Social networking in the workplace

Date: Wed Feb 05 2014 Social Media for Good
This evening I attended a panel discussion about “Social Networking” as it is used inside businesses. Obviously there is a wildfire like phenomenon where “Social Networking” and “Social Media” is growing very popular. Why should it stay out in the public only used for sharing with friends and family? It can and is being used within organizations for internal communication within the organization. Any organization is about getting people to collaborate together in delivering the organization’s purpose. It seems that “social networking” software has a core essence of enabling collaboration between people. It then follows that an organization whose purpose is creating social good would get value from social networking tools. But it’s not a simple thing to just wave a magic wand and spread social networking pixie dust over the organization and get value.

Does opening up a twitter account automatically make you popular? No. Supposedly twitter is a great place to ask questions because the audience will answer them, but every time I’ve tried asking questions there are approximately zero answers. Obviously I haven’t found the right twitter usage pattern to have an audience who wants to answer my questions. But obviously twitter has a specific kind of use it is best for. Each of the other social networking tools has their own best use.

For example a blog is a time oriented presentation of essays. It’s a diary, in other words. While it’s a great format it doesn’t work if what you want to present needs to be organized a different way. Each type of social media has its own geometry or structure, and its own best use.

One of the panel speakers talked about collaboration using geometrical terms. He said something about “circles”, that “social networking connections expand in circles of collaboration”. I assume what he meant is that organizations tend to have clusters of people who work on different aspects of the organizations purpose. People within an organization are continually relating with one another about tasks related to the organizations purpose. The traditional way those relationships are conducted is by telephone, memo, walking down the hall, report, team meetings, etc.

Social networking software exists to facilitate communication between people. The capabilities in this area are constantly growing. Each time a new social networking service launches it arrives with a new paradigm about facilitating human-human communication. Given that organizations (businesses, governments, churches, political activist groups, etc) are about humans communicating with each other to accomplish shared goals, well, I’m sure where this is going is obvious. In theory organizations could very well function more efficiently by using social networking paradigms in their internal processes.
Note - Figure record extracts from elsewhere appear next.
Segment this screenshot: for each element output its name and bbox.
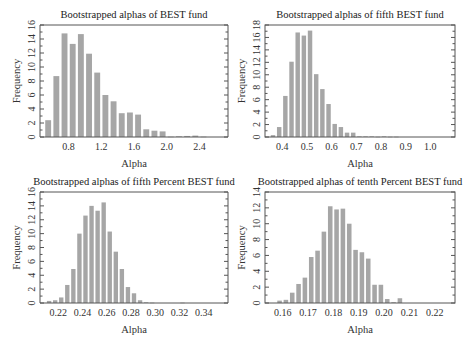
histogram-bar	[339, 127, 343, 137]
histogram-bar	[119, 113, 125, 137]
histogram-bar	[70, 44, 76, 137]
y-tick-label: 4	[26, 273, 37, 278]
y-tick-label: 12	[26, 215, 37, 225]
chart-fifth-percent-best-fund: Bootstrapped alphas of fifth Percent BES…	[0, 170, 235, 341]
histogram-bar	[65, 285, 69, 303]
histogram-bar	[77, 234, 81, 303]
x-tick-label: 0.19	[350, 307, 368, 318]
histogram-bar	[277, 127, 281, 137]
x-axis-label: Alpha	[121, 158, 147, 169]
histogram-bar	[295, 32, 299, 137]
chart-fifth-best-fund: Bootstrapped alphas of fifth BEST fund02…	[235, 0, 470, 170]
histogram-fifth-percent-best-fund: Bootstrapped alphas of fifth Percent BES…	[0, 170, 235, 341]
x-tick-label: 0.26	[98, 307, 116, 318]
histogram-bar	[328, 206, 333, 303]
histogram-bar	[111, 101, 117, 137]
y-tick-label: 16	[251, 32, 262, 42]
histogram-bar	[126, 287, 130, 303]
x-tick-label: 1.0	[424, 141, 437, 152]
y-tick-label: 0	[251, 301, 262, 306]
histogram-bar	[53, 76, 59, 137]
histogram-bar	[290, 293, 295, 303]
x-tick-label: 0.30	[146, 307, 164, 318]
y-tick-label: 14	[26, 34, 37, 44]
x-tick-label: 0.16	[274, 307, 292, 318]
x-tick-label: 0.20	[375, 307, 393, 318]
y-tick-label: 16	[26, 187, 37, 197]
y-tick-label: 6	[251, 97, 262, 102]
histogram-bar	[89, 206, 93, 303]
histogram-bar	[366, 259, 371, 303]
histogram-bar	[332, 124, 336, 137]
histogram-bar	[132, 293, 136, 303]
x-tick-label: 0.22	[49, 307, 67, 318]
histogram-bar	[334, 209, 339, 303]
x-tick-label: 2.0	[160, 141, 173, 152]
y-tick-label: 14	[26, 201, 37, 211]
histogram-bar	[143, 129, 149, 137]
histogram-bar	[345, 133, 349, 137]
histogram-bar	[45, 120, 51, 137]
histogram-bar	[351, 133, 355, 137]
x-tick-label: 0.22	[426, 307, 444, 318]
histogram-bar	[372, 285, 377, 303]
y-tick-label: 10	[251, 219, 262, 229]
x-tick-label: 2.4	[193, 141, 206, 152]
y-tick-label: 8	[26, 79, 37, 84]
histogram-bar	[347, 224, 352, 303]
histogram-bar	[101, 202, 105, 303]
y-tick-label: 12	[26, 48, 37, 58]
histogram-bar	[341, 209, 346, 303]
histogram-bar	[83, 216, 87, 303]
x-tick-label: 0.18	[325, 307, 343, 318]
y-tick-label: 4	[251, 269, 262, 274]
y-tick-label: 6	[251, 253, 262, 258]
y-tick-label: 2	[26, 287, 37, 292]
y-tick-label: 14	[251, 187, 262, 197]
histogram-bar	[322, 232, 327, 303]
histogram-bar	[120, 269, 124, 303]
y-tick-label: 14	[251, 45, 262, 55]
y-axis-label: Frequency	[11, 58, 22, 103]
x-tick-label: 1.2	[95, 141, 108, 152]
x-tick-label: 0.9	[399, 141, 412, 152]
y-tick-label: 6	[26, 93, 37, 98]
y-tick-label: 8	[251, 85, 262, 90]
y-tick-label: 8	[26, 245, 37, 250]
x-tick-label: 0.21	[401, 307, 419, 318]
x-tick-label: 0.34	[195, 307, 213, 318]
y-tick-label: 16	[26, 20, 37, 30]
histogram-bar	[59, 297, 63, 303]
chart-best-fund: Bootstrapped alphas of BEST fund02468101…	[0, 0, 235, 170]
histogram-bar	[308, 31, 312, 137]
chart-title: Bootstrapped alphas of tenth Percent BES…	[258, 176, 463, 187]
x-axis-label: Alpha	[121, 324, 147, 335]
histogram-bar	[315, 251, 320, 303]
chart-title: Bootstrapped alphas of BEST fund	[61, 9, 209, 20]
histogram-bar	[160, 131, 166, 137]
x-tick-label: 0.32	[171, 307, 189, 318]
y-tick-label: 0	[251, 135, 262, 140]
histogram-bar	[114, 252, 118, 303]
histogram-bar	[309, 257, 314, 303]
y-tick-label: 0	[26, 135, 37, 140]
x-tick-label: 0.8	[375, 141, 388, 152]
plot-frame	[40, 25, 228, 137]
histogram-bar	[385, 299, 390, 303]
y-tick-label: 6	[26, 259, 37, 264]
histogram-bar	[303, 278, 308, 303]
histogram-fifth-best-fund: Bootstrapped alphas of fifth BEST fund02…	[235, 0, 470, 170]
y-axis-label: Frequency	[236, 58, 247, 103]
y-tick-label: 2	[251, 285, 262, 290]
y-tick-label: 10	[251, 70, 262, 80]
histogram-bar	[102, 95, 108, 137]
histogram-bar	[326, 104, 330, 137]
histogram-bar	[94, 73, 100, 137]
x-tick-label: 0.28	[122, 307, 140, 318]
histogram-bar	[283, 96, 287, 137]
x-tick-label: 0.5	[301, 141, 314, 152]
histogram-bar	[108, 232, 112, 303]
histogram-bar	[320, 89, 324, 137]
y-tick-label: 18	[251, 20, 262, 30]
histogram-bar	[71, 269, 75, 303]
What does this mean? Does it mean establishing a corporate version of facebook? No. Each social networking paradigm has its own best use, remember. I can’t imagine how facebook’s paradigm would be useful inside a corporation. Obviously facebook as a website is a popular place for businesses to reach out to their audience. But remember this blog post is about internal use of social networking.

An example I’ve seen is the bug tracking systems at the various software companies where I’ve worked. Bug tracking systems are generally very dull and boring places. The content is all the ways that the software does not work, and the conversation goes like “Hey! This doesn’t work”, “Can you be more specific”, “Oh, I wonder how that could have happened”, “I have a possible fix”, “No that fix won’t work, try this one instead”, “Darn that didn’t work either, how about this”, “yeah that’s it”, etc. It’s usual presentation is plain text with hardly any graphical groovyness anywhere in sight. It is obviously a place where people are collaborating with each other. At the company where I currently work the bug tracking system has user profiles, and each bug and comment comes along with a little avatar at the side. This adds an interesting extra dimension to it. Where in other bug tracking systems there’s zero personalization and personality, the avatar and user profile adds something you can’t directly put a finger on that makes it look like a real conversation among live human beings.

In other words I don’t think we are automatons, even when we don our work clothes and go to the office. We are people first and foremost even when the corporate paradigm is to leave your emotions at the door when you enter the office building. As people working in an organization we are relating with other people. We have to develop enough trust to work with each other so that the organization can achieve its greater goal.

In other words the internal systems a company uses can (and should) include features that carry along little trails of who the people are. Corporations can seem like soul-less places. It seems often that corporations make decisions that no human being would make. What came to mind is the industrial accident at a Union Carbide plant in Bhopal India, but there is a huge history of corporate decisions causing untold huge amounts of human pain and suffering. These “corporate decisions” were indeed made by humans because essentially every corporate decision has one or more humans who is directly responsible for actually making that decision.

Maybe oh maybe corporations would be less soul-less if the corporate systems had social networking features. It would remind everybody in the corporation that, oh, the software they’re using to communicate back and forth … that there is a real live human being on the other end of the communication.